Content starts

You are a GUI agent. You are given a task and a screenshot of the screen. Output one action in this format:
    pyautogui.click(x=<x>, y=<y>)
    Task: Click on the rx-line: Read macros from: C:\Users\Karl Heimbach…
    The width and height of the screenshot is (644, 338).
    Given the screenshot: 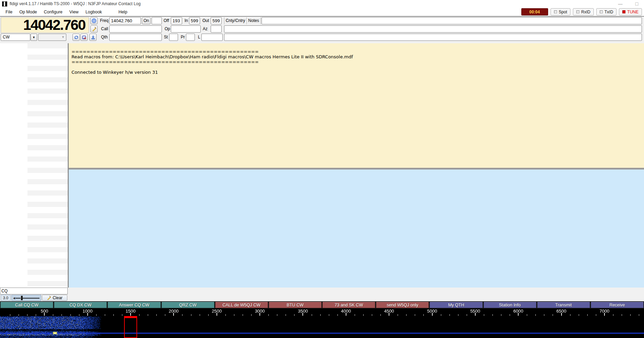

Content ends
Content starts

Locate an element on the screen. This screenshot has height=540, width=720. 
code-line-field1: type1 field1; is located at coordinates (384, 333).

Content ends

Give an exact copy of the lines above from the line with "You are a GUI" up to and including the line with "Task: Click on", and leave everything else out.

You are a GUI agent. You are given a task and a screenshot of the screen. Output one action in this format:
    pyautogui.click(x=<x>, y=<y>)
    Task: Click on the rx-line: Read macros from: C:\Users\Karl Heimbach…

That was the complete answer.